Existentialism, growing (arguably) out of Kierkegaard and Heidegger, is the extreme rejection to Hegelianism. Life is not rational but fundamentally irrational and absurd. The Hegelian sees himself in life as a swimmer slicing through the water with an impressive freestyle, buoyed by the crisp, clear waters of an olympic swimming pool. The existentialist sees life as treading sewage in a stinking cesspool where we just manage to keep our head above the sludge. If he is reconciled to this reality (like Camus’ Sisyphus) he chuckles ironically at the deluded Hegelian olympic champion. If he has given way to despair, he laments his lost dreams, ceases even to tread water and is swallowed up by the sewage of life.

So are Heidegger and Hegel the philosophical answers to the inspirational of Augustine and Julian of Norwich?

I don’t think so. If Augustine is climbing the steep ascent from the cave in Plato’s famous story, Heidegger remains content with the shadows thrown by fire on the wall of the cave. That is perhaps not fair to Heidegger but it may yet apply to those who are "existentialists", and who “heroically” tread water in the cesspool of sewage. Augustine does not labour without purpose or end. He labours within as he strives to ascent from cave into the light, trusting there is a light at the end of the path, there is a world beyond the mouth of the cave.

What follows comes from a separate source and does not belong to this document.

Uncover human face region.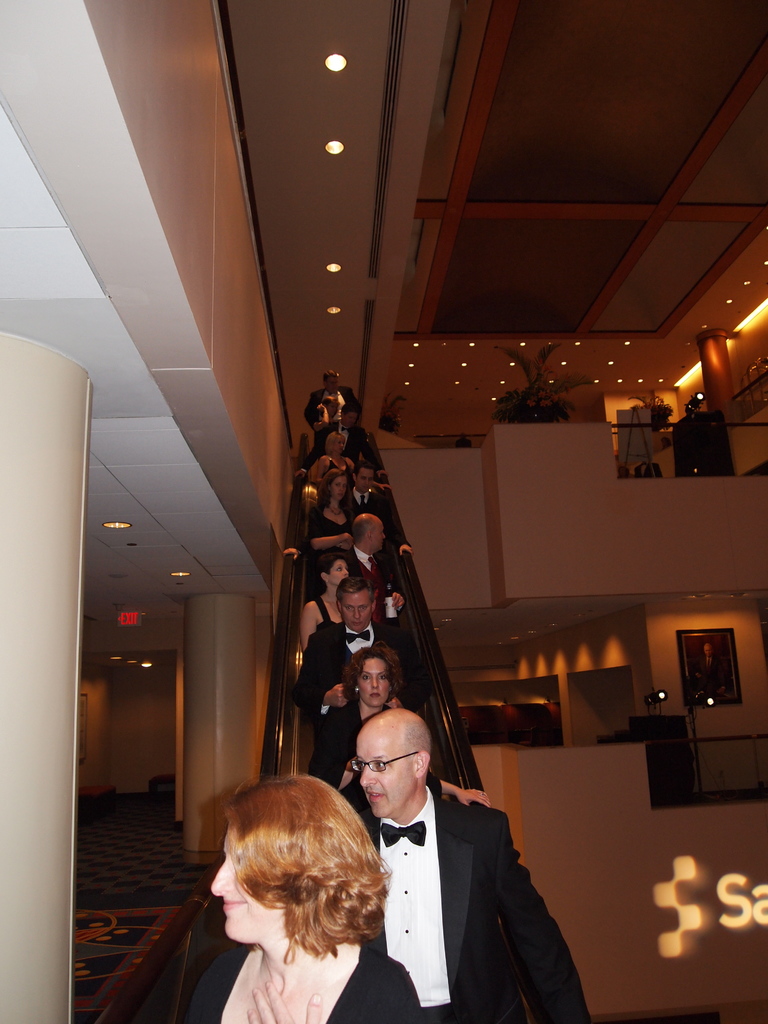
Uncovered: rect(330, 435, 348, 452).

Perhaps Julian of Norwich beheld the light beyond the cave during her visions. But such visions came during a prolonged illness. And when you read Hegel, he might strike you as one who beheld the sun and has brought its truth into the shadowy world of the cave. But this would be too much to say of a man who fumbled through his notes during his lectures and who was so solemn, he was nicknamed “the old man”. A glimpse of the light appears to come at a price. If Hegel arrived at his magnificent system by his own labour, his own struggle, it became a cheap inheritance to the next generation and it was to some of Hegel’s self-righteous followers that Kierkegaard aimed his wrath.

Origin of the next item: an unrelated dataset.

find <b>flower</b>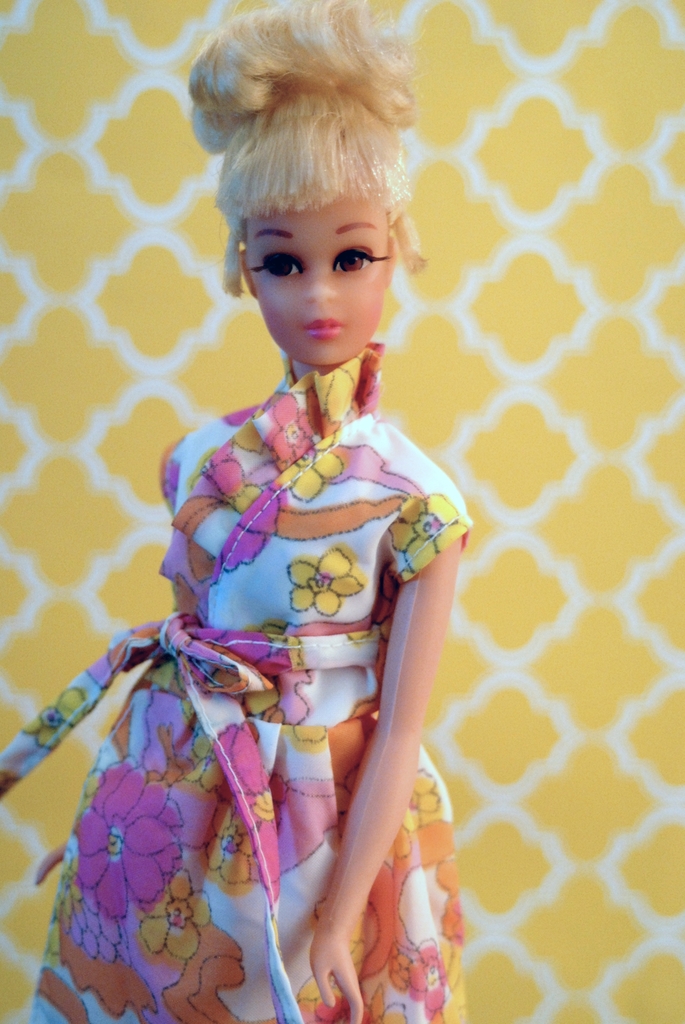
<box>64,758,171,915</box>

And so I am going to come to my conclusion, or lack thereof. I thought engaging in a little philosophy might make my inspirational intuitions clear to myself. I thought I could catch my intuitions with a butterfly net and study them in captivity. I had hoped for a fruitful insight into my intuitions with the aid of some very impressive, credible European philosophers. But, although all four people encountered today seemed somewhere between the shadows of the cave and the light of the sun, none could tell me something definitive of the world beyond the mouth of the cave.

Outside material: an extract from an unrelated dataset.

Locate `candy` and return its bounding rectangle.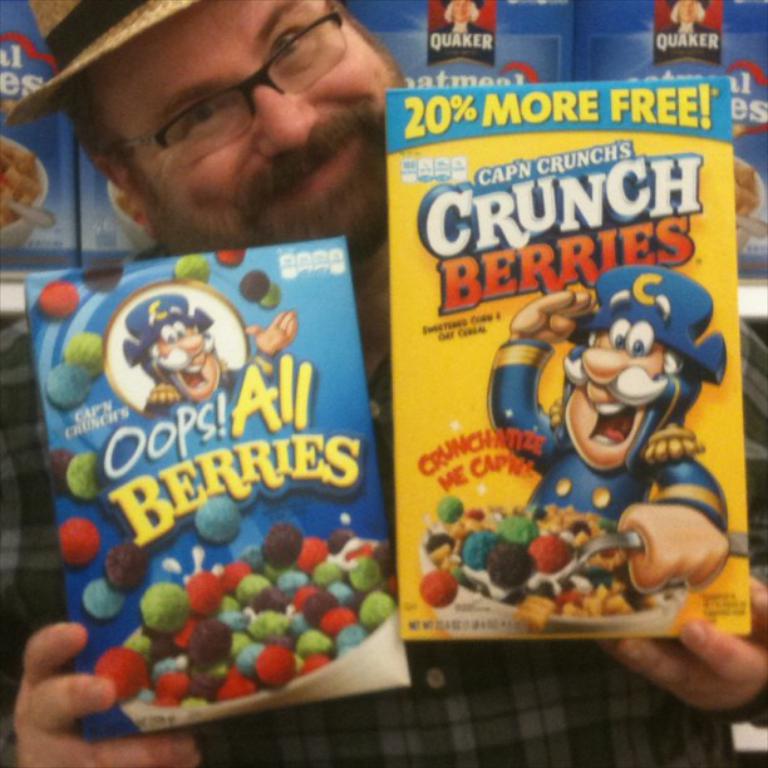
rect(456, 530, 504, 572).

And perhaps that is as it should be. The only way to go beyond the cave is to climb the steep ascent myself. As to that compelling question, hovering all this time in the background - what is the source of light beyond the mouth of the cave? There are plenty of contenders who will sell you the answer at a bargain price. Beware of such cheap imitations! To paraphrase Kierkegaard, it may yet be better to remain with Socrates on the steep ascent... There may be an awful lot of shit to deal with , but the smarties will be the real thing.

Saints and philosophers are fun to play with for a while, but I will set my butterflies free to return from whence they came, beyond the mouth of the cave into the world of light. I will continue to climb the steep ascent.